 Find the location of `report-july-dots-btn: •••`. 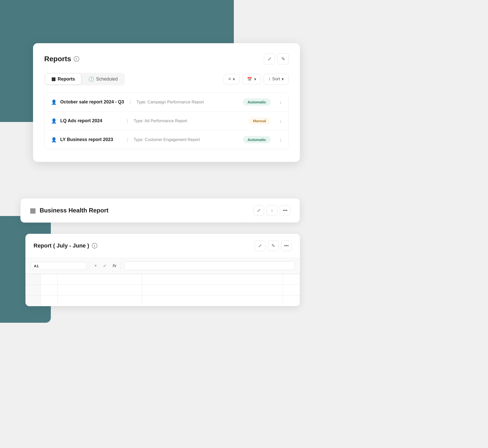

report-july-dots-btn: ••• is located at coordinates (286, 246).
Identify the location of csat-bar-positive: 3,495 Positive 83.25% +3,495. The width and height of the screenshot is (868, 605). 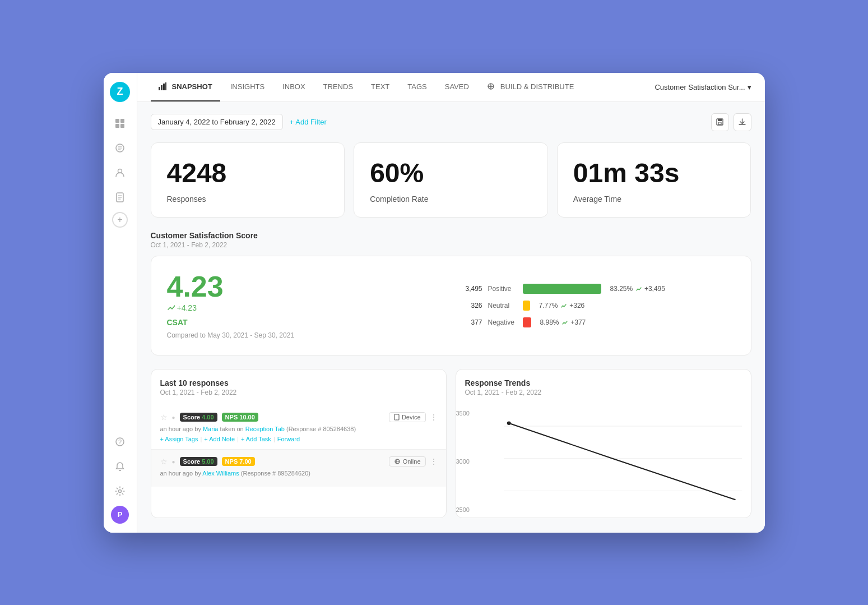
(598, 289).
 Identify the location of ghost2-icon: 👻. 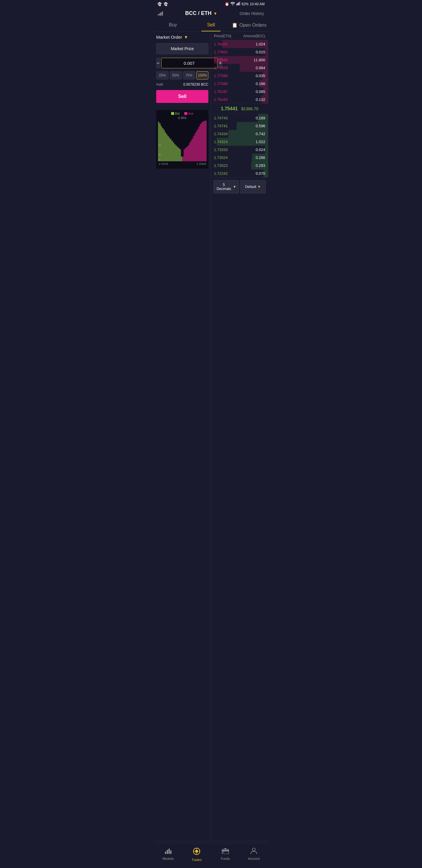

☆ ☆ ☆ ☆ ☆

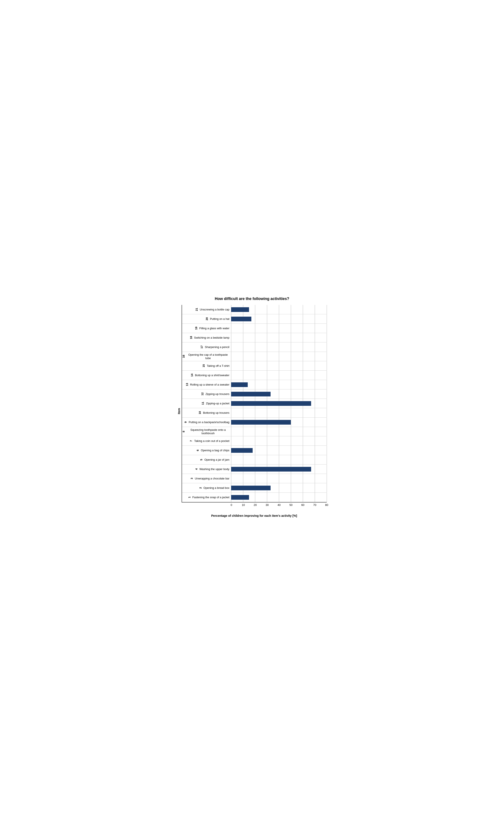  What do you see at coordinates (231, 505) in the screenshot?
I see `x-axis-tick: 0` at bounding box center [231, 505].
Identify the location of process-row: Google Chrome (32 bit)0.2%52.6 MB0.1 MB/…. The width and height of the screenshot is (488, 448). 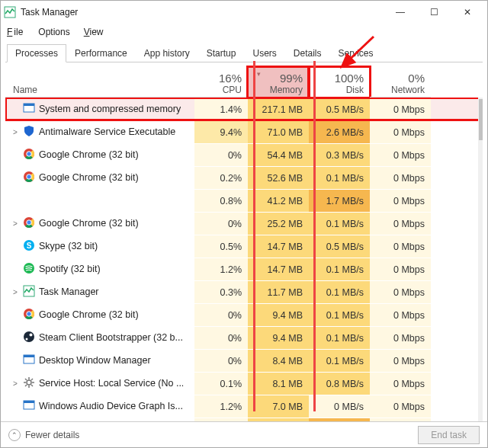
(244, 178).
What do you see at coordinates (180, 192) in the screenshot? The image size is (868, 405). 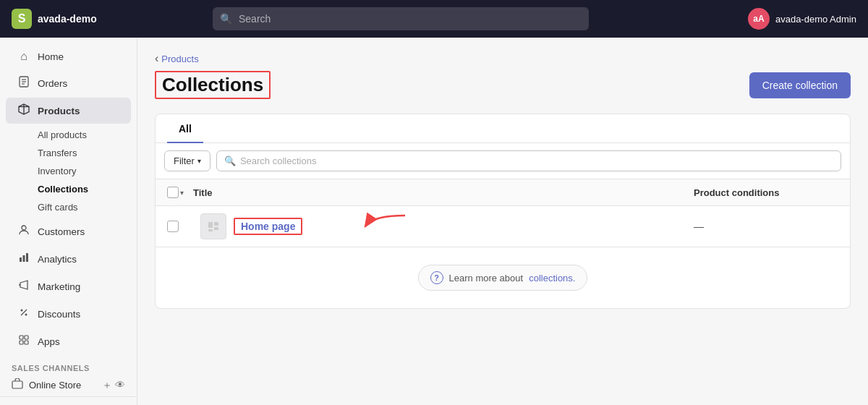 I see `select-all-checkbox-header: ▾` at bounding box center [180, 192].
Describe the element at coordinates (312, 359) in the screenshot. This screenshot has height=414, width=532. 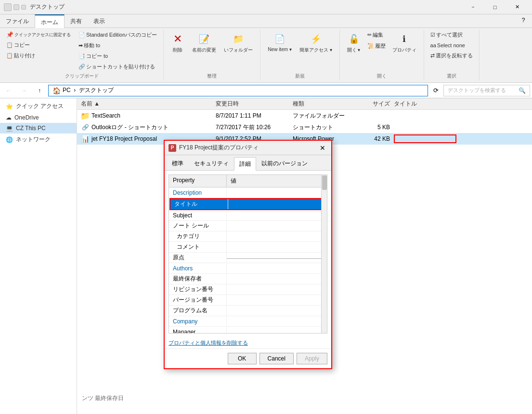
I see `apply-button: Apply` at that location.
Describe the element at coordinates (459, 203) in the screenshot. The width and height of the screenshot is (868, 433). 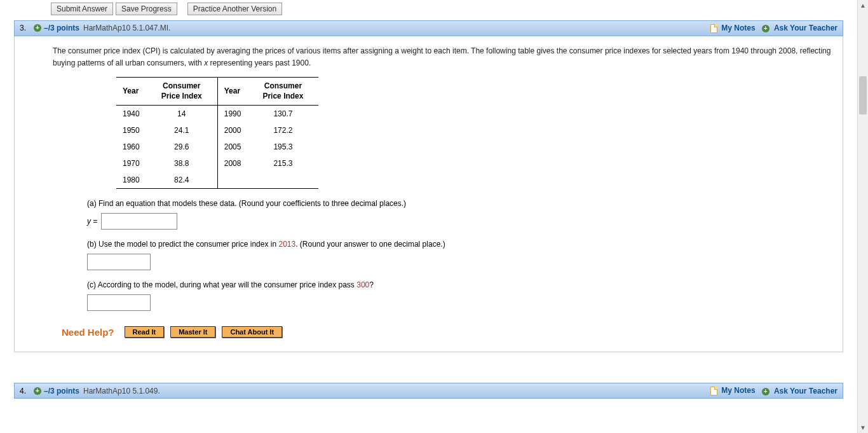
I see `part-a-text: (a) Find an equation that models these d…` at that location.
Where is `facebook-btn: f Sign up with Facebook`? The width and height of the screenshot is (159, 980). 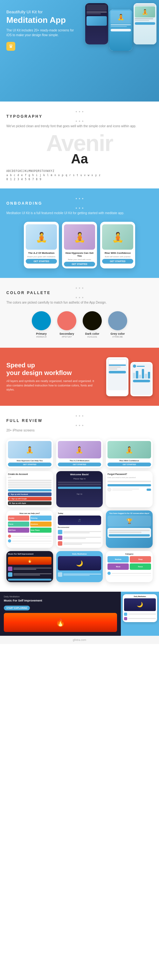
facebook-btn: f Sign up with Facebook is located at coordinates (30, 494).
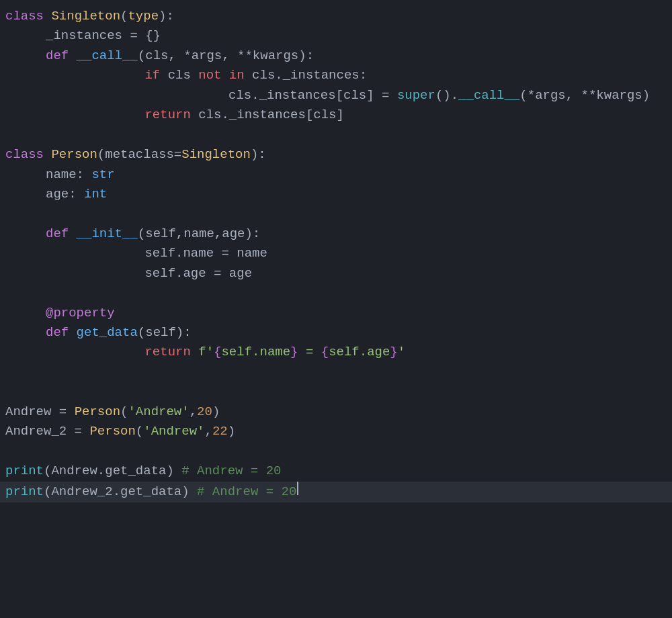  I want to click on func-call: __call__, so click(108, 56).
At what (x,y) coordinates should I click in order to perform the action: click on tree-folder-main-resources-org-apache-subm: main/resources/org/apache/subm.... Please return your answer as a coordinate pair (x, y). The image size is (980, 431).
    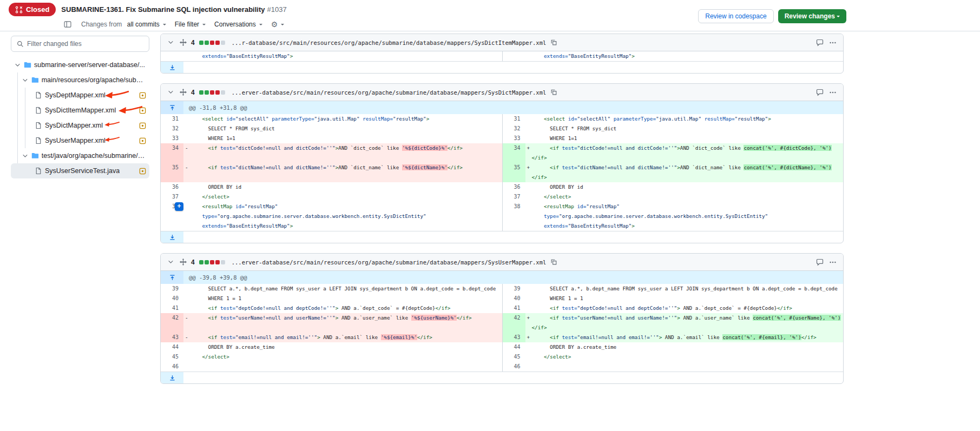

☆ ☆ ☆ ☆ ☆

Nothing except the lines from the one containing "Describe the element at coordinates (459, 203)" through the one containing "At what (x,y)" should appear in the answer, exactly as above and without pictures.

Describe the element at coordinates (459, 203) in the screenshot. The width and height of the screenshot is (868, 433). 
I see `part-a-text: (a) Find an equation that models these d…` at that location.
Where is `facebook-btn: f Sign up with Facebook`? The width and height of the screenshot is (159, 980). 
facebook-btn: f Sign up with Facebook is located at coordinates (30, 494).
  I want to click on func-call: __call__, so click(108, 56).
At what (x,y) coordinates should I click in order to perform the action: click on tree-folder-main-resources-org-apache-subm: main/resources/org/apache/subm.... Please return your answer as a coordinate pair (x, y). The image size is (980, 431).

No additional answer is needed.